What emergency medical information every family should have ready. A guide to preparing critical health information that emergency services can use immediately if needed.
Emergency medical information is the subset of your family's health records that emergency services, emergency departments, and first responders need immediately — before they have time to ask questions or wait for records to be retrieved.

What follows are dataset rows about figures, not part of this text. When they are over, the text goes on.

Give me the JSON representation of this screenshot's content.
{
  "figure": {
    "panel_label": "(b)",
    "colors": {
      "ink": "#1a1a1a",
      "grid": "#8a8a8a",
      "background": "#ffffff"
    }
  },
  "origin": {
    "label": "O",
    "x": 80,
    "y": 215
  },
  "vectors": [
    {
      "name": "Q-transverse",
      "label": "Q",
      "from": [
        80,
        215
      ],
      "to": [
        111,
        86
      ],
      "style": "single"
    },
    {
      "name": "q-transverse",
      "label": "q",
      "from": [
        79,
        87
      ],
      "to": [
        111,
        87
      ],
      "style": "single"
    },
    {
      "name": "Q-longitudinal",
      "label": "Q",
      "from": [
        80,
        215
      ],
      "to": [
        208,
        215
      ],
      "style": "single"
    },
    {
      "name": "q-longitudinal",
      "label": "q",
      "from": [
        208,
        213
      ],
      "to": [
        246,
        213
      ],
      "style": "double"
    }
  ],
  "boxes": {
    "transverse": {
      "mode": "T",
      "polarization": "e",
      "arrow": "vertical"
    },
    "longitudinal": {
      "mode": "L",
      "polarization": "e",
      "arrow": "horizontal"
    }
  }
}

Emergency information is only useful if it is accessible in a real emergency. Consider:
Children's emergency information should include the above plus: parental consent information for medical treatment, the contact for their paediatrician, and any school health plan if relevant. Keep this updated as the child grows and their health needs change.
Real-world scenario
A father collapses at Changi Airport in Singapore. He is travelling alone. Emergency paramedics have no access to his medical history. He is on three medications, has a known cardiac condition, and is allergic to a class of antibiotics commonly used in emergency settings. His family — three time zones away in London — cannot reach him immediately to relay this information. A structured emergency health information card in his wallet, and a digital summary accessible via a QR code, would have given the treating team the twenty seconds of critical context they needed. Instead, the team proceeds conservatively and loses time ruling out conditions he does not have.
Emergency response time is measured in seconds. The information that matters in the first two minutes is narrow but critical:
Everything else — full medical history, specialist contacts, vaccination records — is important for ongoing care but not for the initial emergency response. The emergency health information document should be one page, clearly formatted, and accessible without a device. A physical card, a phone lock screen note, or a QR code linking to a readable summary are all appropriate formats for this specific use case.

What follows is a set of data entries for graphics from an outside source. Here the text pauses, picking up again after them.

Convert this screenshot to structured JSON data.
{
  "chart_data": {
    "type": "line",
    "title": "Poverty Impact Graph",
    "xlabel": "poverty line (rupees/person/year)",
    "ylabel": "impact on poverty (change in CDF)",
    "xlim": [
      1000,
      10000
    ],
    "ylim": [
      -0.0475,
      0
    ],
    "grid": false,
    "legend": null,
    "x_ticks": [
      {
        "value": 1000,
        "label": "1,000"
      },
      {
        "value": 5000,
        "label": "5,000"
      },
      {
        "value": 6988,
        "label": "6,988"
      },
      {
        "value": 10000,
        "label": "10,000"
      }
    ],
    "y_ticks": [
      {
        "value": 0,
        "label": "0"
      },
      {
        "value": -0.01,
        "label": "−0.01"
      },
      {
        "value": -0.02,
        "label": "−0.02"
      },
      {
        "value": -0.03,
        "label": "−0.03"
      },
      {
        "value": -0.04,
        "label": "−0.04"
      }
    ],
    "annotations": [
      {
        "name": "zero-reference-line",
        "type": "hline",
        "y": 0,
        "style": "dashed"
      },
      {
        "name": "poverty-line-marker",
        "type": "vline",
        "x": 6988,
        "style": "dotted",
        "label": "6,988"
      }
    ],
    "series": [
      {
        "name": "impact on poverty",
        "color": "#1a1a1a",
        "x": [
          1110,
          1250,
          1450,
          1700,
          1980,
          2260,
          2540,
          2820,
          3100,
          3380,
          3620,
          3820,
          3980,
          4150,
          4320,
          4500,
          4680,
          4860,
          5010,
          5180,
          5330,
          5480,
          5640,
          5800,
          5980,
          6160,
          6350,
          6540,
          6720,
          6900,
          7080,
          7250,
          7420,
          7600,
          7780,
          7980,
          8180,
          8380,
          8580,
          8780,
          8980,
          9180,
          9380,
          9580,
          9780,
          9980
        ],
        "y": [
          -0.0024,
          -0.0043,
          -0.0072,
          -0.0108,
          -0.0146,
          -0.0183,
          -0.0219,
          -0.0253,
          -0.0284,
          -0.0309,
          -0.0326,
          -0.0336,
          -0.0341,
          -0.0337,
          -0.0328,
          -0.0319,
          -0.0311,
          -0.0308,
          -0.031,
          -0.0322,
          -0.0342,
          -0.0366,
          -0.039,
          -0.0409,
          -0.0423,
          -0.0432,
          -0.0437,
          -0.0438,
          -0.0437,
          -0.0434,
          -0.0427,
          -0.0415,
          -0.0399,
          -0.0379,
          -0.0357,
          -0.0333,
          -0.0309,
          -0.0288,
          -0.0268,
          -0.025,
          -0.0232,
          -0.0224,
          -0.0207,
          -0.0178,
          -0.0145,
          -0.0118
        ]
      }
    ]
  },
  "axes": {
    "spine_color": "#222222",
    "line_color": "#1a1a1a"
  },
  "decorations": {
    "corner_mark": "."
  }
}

See also: organising child medical records and family medical records checklist.
Not sure what to expect? View an example doctor-ready summary first.

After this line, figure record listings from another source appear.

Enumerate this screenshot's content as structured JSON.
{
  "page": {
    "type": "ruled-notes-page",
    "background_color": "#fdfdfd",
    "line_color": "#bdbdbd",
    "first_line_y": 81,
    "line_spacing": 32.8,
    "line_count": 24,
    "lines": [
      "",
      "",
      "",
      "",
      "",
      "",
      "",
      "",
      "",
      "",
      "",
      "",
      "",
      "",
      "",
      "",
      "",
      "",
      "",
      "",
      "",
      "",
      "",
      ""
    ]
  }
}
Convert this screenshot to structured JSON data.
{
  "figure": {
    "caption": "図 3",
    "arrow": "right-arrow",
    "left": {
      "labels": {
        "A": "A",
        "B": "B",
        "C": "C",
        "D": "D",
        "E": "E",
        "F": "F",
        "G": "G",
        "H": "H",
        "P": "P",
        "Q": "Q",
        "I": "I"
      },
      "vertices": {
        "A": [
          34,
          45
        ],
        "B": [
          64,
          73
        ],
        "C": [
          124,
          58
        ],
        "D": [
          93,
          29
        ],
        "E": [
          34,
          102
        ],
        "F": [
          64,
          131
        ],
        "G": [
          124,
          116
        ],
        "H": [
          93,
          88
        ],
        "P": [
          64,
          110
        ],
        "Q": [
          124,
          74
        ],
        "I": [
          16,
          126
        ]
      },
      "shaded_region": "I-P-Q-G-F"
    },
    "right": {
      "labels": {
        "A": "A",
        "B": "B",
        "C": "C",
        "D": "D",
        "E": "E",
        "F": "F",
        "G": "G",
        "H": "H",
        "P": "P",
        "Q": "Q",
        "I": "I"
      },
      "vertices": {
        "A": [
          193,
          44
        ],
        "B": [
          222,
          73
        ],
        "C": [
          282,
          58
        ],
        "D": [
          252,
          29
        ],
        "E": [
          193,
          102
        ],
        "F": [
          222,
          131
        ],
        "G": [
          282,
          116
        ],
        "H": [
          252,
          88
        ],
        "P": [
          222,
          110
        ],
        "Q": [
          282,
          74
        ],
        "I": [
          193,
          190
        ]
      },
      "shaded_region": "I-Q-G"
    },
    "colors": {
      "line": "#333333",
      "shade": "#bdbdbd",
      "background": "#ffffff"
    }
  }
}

Related reading: Preparing medical records when moving abroad — why emergency readiness is essential at international transitions. Doctor visit preparation — what your emergency information enables at any consultation. How to organise medical records — structuring emergency information as part of a full health record. Medical records guide — the full framework including emergency categories.
Prepare Your Emergency Health RecordsPRIVAWELL is a private family health record vault that helps internationally mobile families organise, store, and share medical records across countries. It is not a wellness tracker or fitness app.